13 GREAT ILLUSTRATIONS: The ‘Good Girl’ Art of BOB LUBBERS

A BIRTHDAY SALUTE…

By PETER BOSCH

The late Bob Lubbers — born 101 years ago on Jan. 10, 1922 — was one of the greatest creators of “good girl” comic art of the 1940s. He once said in a magazine interview that he liked drawing pretty girls, and he certainly accomplished that in his career, which extended from the Golden Age of Comics through the Bronze Age.

Lubbers attended the Art Students League in New York and freelanced for Centaur Publications until they stopped publishing in 1942. He then took samples of his work to Fiction House, one of the major comic book publishers of the 1940s, and he was immediately hired into their bullpen. (Other artists working for Fiction House included George Tuska, Murphy Anderson, Nick Cardy, Lee Elias and Graham Ingels, plus freelancers Reed Crandall, Matt Baker and Al Williamson, to name a few.) Fiction House was known for its “women in danger” covers and Lubbers contributed some of the most famous.

Fiction House closed up shop in the mid-1950s, but Lubbers had already moved on before that happened. Between 1948 and 1953, Lubbers drew for Standard/Pines, St. John, American Comics Group and Lev Gleason, as well as illustrating three stories of the Vigilante for DC in Action Comics (#128-130). In addition, during this time, he was writing and drawing the daily and Sunday Tarzan newspaper strip (from 1950 to 1954) and doing advertising work.

After leaving Tarzan, Lubbers worked on a new comic strip, Long Sam, and this was getting back to what he did very well — drawing pretty women. The newspaper strip ran from 1954 to 1962. (Overlapping some of those years, he was also drawing the Secret Agent X-9 strip from 1960 to 1966, but using the pseudonym “Bob Lewis” on it.) Some of the artwork on Long Sam resembled Al Capp’s Li’l Abner but that may have been because Capp was the writer of “Long Sam” at the beginning. In return, Lubbers ghosted Li’l Abner for many years to come.

Lubbers also ghosted other strips during his career, including Big Ben Bolt, The Saint and Rusty Riley, as well as drawing a few weeks’ worth of dailies and Sundays for Stan Drake, a friend since his Art Students League days, on the strip The Heart of Juliet Jones.

In the mid-’60s, Lubbers returned to doing a little comic book work, and then started a new daily and Sunday strip, Robin Malone, about a beautiful, rich, and adventurous woman.
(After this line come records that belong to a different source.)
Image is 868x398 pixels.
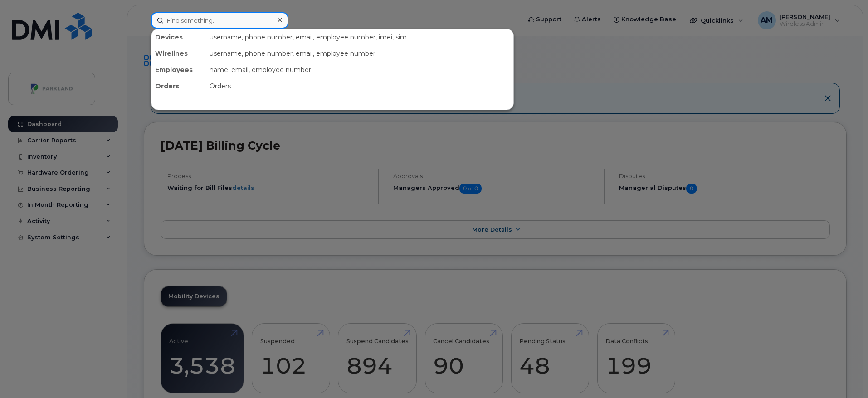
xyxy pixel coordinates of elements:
[152,78,206,94] div: Orders
[206,78,514,94] div: Orders
[206,45,514,62] div: username, phone number, email, employee number
[206,62,514,78] div: name, email, employee number
[152,62,206,78] div: Employees
[152,29,206,45] div: Devices
[206,29,514,45] div: username, phone number, email, employee number, imei, sim
[152,45,206,62] div: Wirelines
The newspaper strip ran from 1967 to 1970 and many consider it the peak of Lubbers’ art.

In the 1970s, he freelanced at Marvel Comics, drawing a few covers and interiors of The Human Fly, as well as inking an issue of The Defenders. Also, toward the end of the 20th century, he was still doing advertising art, and had added storyboarding for TV commercials and designing crossword puzzles for magazines and newspapers.

In his retirement years, he was kept busy doing commission art for fans of his comics days.

On July 8, 2017, Bob Lubbers died in his sleep.

Here are 13 great examples from his great career in comics:

The Arrow #1 (Oct. 1940, Centaur) – Bob Lubbers’ first cover.

Wings Comics #87 (Nov. 1947, Fiction House)

Wings Comics #91 (Mar. 1948, Fiction House)

Wings Comics #93 (May 1948, Fiction House)

Wings Comics #94 (June 1948, Fiction House) and Captain Science #3 (Apr. 1951, Youthful). Talk about swiping! And Walter Johnson’s Captain Science cover occurred only three years after Lubbers’ Wings Comics appeared on the newsstands.

Rangers Comics #42 (Aug. 1948, Fiction House)

Authentic Police Cases #4 (Oct. 1948, St. John)

 

Action Comics #129 (Feb. 1949, DC)

Tarzan (Sunday, Jan. 28, 1951, United Features Syndicate)

Long Sam (Sunday, Feb. 5, 1956, United Features Syndicate)

Creepy #2 (1965, Warren). Even doing a single-page horror filler, Lubbers included plenty of alluring women.

Robin Malone (Sunday, Feb. 16, 1969, NEA)

The Human Fly #15 (Nov. 1978, Marvel). Bob McLeod inks.